In memoriam Willem Witteveen (1952-2014)

The reactions on the sudden death of professor Willem Witteveen are of grief and shock. “RIP Willem Witteveen… In my days, you were one of the most inspiring teachers at the Faculty of Law. To end in such a tragic way, somewhere in Ukrain”, a former student writes on Facebook. “Good stories, smart man”, someone else says. Together with his wife Lidwien Heerkens and his daughter Marit, Witteveen was one of the passengers of flight MH17 from Malaysia Airlines.

Both Witteveens wife and daughter were also closely connected to our university. Lidwien Heerkens used to work at the Tilburg School of Humanities (TSH); Marit Witteveen was a second-year student Liberal Arts.

Apart from being an appreciated law philosopher and politician, Witteveen was a Sufi, an odd combination. “Sufism is a spiritual attitude that helps to freely approach your limitations; it recognizes the mystic core of all world religions”, the website of the Dutch Sufi Movement tells us. The members will commemorate Witteveen in a special service.

Willem Witteveen was connected to Tilburg University as a professor since 1990. He worked in several functions: founding dean of Liberal Arts and Sciences, Head of Department and member of many commissions on faculty and university level. He published articles on law, rhetoric and political theory regularly, taught rhetoric and was a enthousiastic debate leader.

Independent and inspired
The board of the university reacted: “Willem Witteveen was a true academic, he was solidary, a colleague in the true sense of the word.” Diederik Samsom, leader of the PvdA, Witteveens political party, praised him as one of the most friendly colleagues. “Willem has contributed immensely to the course of the party. In him, we lose a driven and professional politician.” Witteveen kept his autonomous attitude while he worked in political The Hague. In the late nineties, he wrote a new principle program for the PvdA, that the party didn’t dare to put into action. His headstrong voting behavior caused him to have to quit before the end of his first term as a senator. In January 2013 he returned.

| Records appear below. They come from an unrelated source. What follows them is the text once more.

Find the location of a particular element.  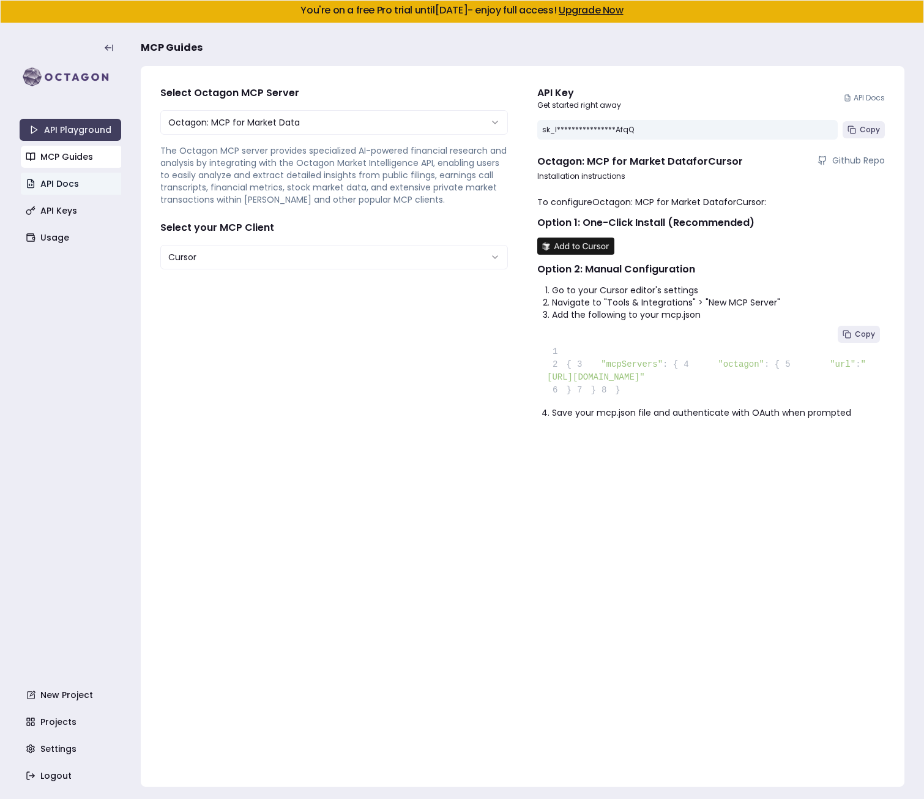

a: MCP Guides is located at coordinates (72, 157).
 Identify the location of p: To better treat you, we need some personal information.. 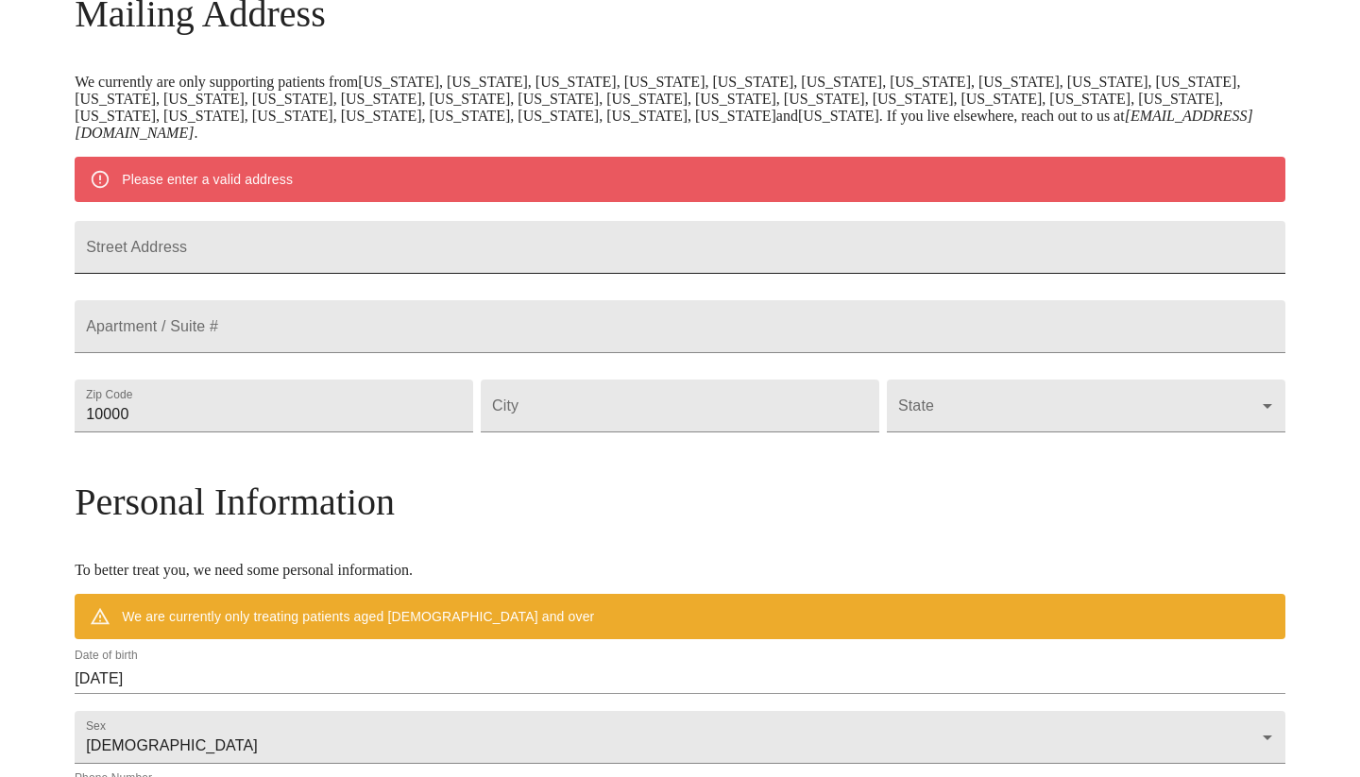
(680, 571).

Witteveen found that the balance between sense of security and legislative pressure was threatened. He was a fierce opponent of certain trends: offenses that were covered by parquet employees instead of independent judges, inmates that had to pay for their own detention. Witteveen concluded: “Safety comes before law and money comes before justice.”

It is sour that a man who so highly prioritized justice and the law probably became victim of a rocket attack by self-appointed Russian cowboys. Witteveens good friend Folkert Jensma also finds it hard to contain. He writes in NRC: “How can such a gentle, intelligent, intensely humane and balanced person get hit by an air missile?” It is possible in our world. Maybe, Witteveen himself realized this all too well.